CNEWA
ONE Magazine
God • World • Human Family • Church

Back to the Future

Helping the churches of the Soviet Union proves a challenge, for both these churches and those of the West.

At the end of August I had the privilege of joining a small committee of United States Catholic bishops on a trip to the Soviet Union. We had an ambitious itinerary – to visit Russia, Lithuania, Latvia, Byelorussia, and the Ukraine. We also had a generous purpose – to learn from the local clergy and people what kind of assistance they hoped for from their brothers and sisters in the West.

In terms of space, of geography, it was a trip of thousands of miles. In terms of time, it was a trip back at least 50 years.

Christianity in the Soviet Union has been on the defensive since the Bolshevik Revolution. As persecution increased under communism, Christians clung ever more tenaciously to their customs and traditions, even to the point of death. Thanks be to God for their heroic faith!

But now, as pressures are beginning to he relieved, the clergy and the faithful of these churches are challenged to face freedom and the modern world, They’re like people awakening from a long and bad dream, to discover that the worldwide Church of 1990 has changed and evolved into a Church very different from the one they have known and defended all these years.

I wonder how the “underground” Ukrainian bishops felt when they came to meet the Polish pope in Rome in June. They saw the “Latin” liturgy all simplified and in Italian – almost Protestant, when seen with the eyes of 50 years ago.

They found a special agency of the Holy See to promote Christian unity – to find ways to re-establish peaceful communion with the Orthodox Church, not to treat it as a bitter rival.

The differences they faced aren’t just externals: priests in suits instead of cassocks, religious in lay clothes instead of habits, or liturgy in the vernacular instead of Latin. Those of us who lived through the days of the Second Vatican Council and its aftermath realize the incredible change of mentality that has permeated the Church of today.

We take for granted freedom of religion and respect for conscience. Pluralism is our way of life. We no longer speak of the one, true Church, but of the servant Church that is a sacrament or sign of intimate union with God and of the unity of the whole human family.

When we ask the Catholic churches of the Soviet Union what help they need, we may be thinking of the buildings, equipment and tools we’re used to; they may be more concerned for vestments, prayer books and rosaries. Our pastoral goal may be how best to support all believers, Catholic, Orthodox and Protestant; theirs may be the repossession of their confiscated churches and the defense of their rights.

The challenge of their future is aggiornamento, to he caught up in the great renewal of the Church launched by the Vatican Council. Their challenge is to transform their heroic faith of resistance into the faith that plunges into the open, unknown future, with the same confidence in the Lord who promises, “I am with you always, until the end of the age.”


→ **TASK DETAILS**: Return every line from the records below in which the word "interactable" is found.

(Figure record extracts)

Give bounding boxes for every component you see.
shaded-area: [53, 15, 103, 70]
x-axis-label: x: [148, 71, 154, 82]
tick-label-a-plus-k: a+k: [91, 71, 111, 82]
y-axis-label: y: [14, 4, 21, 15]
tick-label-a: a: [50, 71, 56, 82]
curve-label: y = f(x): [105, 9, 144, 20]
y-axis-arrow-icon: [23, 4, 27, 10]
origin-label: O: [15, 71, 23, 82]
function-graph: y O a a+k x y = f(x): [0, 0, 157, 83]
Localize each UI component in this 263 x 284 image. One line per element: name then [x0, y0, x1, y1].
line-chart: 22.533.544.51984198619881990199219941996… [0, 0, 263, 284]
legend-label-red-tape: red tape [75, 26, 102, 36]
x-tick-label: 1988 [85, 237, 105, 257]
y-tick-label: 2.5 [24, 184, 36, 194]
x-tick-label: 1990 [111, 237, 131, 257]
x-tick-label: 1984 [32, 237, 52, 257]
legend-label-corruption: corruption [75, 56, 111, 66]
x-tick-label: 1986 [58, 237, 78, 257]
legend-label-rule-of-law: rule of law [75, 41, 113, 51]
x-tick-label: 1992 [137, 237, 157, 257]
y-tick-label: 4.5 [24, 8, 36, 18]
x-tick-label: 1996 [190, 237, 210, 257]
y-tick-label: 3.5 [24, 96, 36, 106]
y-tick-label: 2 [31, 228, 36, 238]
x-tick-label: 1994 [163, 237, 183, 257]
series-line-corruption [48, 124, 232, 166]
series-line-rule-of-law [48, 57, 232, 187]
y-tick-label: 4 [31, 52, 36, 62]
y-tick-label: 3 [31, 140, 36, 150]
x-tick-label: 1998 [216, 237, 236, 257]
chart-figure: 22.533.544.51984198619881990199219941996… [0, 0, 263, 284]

==

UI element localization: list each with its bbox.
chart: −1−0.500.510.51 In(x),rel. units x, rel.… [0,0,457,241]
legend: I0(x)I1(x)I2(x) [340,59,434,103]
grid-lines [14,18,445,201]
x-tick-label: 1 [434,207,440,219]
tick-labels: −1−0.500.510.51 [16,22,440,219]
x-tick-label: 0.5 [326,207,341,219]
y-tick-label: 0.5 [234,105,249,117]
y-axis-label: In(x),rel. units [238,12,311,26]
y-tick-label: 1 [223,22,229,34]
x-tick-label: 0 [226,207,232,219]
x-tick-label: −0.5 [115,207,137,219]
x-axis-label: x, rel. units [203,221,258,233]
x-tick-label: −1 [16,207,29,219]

==

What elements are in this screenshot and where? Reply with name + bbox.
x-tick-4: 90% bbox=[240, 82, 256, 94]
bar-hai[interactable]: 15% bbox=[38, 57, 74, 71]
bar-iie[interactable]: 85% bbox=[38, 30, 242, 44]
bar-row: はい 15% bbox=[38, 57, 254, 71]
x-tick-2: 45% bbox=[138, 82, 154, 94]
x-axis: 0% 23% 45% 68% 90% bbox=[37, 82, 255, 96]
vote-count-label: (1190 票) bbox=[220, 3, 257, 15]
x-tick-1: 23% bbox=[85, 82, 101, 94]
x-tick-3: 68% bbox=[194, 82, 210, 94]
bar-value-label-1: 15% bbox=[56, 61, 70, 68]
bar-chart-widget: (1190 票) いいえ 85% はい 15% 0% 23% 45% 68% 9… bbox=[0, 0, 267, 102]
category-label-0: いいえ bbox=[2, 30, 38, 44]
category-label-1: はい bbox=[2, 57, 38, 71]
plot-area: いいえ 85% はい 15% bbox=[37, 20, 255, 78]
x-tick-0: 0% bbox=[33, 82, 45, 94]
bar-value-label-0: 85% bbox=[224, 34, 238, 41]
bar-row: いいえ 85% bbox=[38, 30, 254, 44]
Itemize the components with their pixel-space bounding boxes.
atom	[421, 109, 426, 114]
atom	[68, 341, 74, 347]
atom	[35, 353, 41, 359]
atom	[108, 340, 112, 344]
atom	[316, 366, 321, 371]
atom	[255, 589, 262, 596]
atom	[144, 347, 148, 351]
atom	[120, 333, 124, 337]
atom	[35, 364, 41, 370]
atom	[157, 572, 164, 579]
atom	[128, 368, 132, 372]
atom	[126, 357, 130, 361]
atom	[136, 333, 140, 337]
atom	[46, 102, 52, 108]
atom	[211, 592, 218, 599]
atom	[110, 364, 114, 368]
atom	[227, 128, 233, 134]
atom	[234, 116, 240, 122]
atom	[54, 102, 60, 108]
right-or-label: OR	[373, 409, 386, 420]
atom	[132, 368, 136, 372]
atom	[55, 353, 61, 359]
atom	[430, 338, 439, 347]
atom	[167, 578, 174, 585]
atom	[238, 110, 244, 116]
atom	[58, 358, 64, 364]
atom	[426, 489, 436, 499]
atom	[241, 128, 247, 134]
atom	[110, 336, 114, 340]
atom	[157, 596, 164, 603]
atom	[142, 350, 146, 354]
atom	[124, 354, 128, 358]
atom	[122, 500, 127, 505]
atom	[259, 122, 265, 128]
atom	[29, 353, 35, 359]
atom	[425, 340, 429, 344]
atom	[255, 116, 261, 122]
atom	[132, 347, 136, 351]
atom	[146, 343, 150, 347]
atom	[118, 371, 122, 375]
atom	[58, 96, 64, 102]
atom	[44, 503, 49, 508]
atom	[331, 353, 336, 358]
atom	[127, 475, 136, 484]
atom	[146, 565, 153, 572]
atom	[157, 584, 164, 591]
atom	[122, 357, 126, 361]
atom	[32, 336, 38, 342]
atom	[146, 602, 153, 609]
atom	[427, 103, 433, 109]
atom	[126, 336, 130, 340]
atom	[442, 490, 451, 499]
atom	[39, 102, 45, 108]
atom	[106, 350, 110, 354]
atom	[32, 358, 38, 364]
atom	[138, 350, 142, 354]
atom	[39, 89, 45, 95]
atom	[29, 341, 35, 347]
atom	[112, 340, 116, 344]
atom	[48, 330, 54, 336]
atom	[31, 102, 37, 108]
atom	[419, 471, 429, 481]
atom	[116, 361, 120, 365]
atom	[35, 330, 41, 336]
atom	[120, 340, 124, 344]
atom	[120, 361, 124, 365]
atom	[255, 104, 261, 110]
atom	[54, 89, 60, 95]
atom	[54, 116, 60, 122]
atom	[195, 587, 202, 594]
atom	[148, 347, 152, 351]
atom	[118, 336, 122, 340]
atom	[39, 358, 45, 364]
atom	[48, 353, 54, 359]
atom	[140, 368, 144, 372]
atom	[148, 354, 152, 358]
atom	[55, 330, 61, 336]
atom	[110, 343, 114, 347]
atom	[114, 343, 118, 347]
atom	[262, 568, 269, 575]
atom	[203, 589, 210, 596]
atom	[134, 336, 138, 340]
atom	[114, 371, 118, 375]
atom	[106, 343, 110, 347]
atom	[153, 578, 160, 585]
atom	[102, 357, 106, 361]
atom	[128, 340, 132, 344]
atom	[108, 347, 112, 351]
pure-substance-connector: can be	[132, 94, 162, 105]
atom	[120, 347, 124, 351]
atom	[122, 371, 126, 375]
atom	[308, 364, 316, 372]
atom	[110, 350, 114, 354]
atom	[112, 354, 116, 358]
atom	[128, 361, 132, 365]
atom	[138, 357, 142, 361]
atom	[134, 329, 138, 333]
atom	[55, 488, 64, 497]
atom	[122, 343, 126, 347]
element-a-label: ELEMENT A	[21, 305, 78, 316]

→ **ANSWER FOR THIS EXERCISE**:
bar-hai[interactable]: 15% bbox=[38, 57, 74, 71]
bar-iie[interactable]: 85% bbox=[38, 30, 242, 44]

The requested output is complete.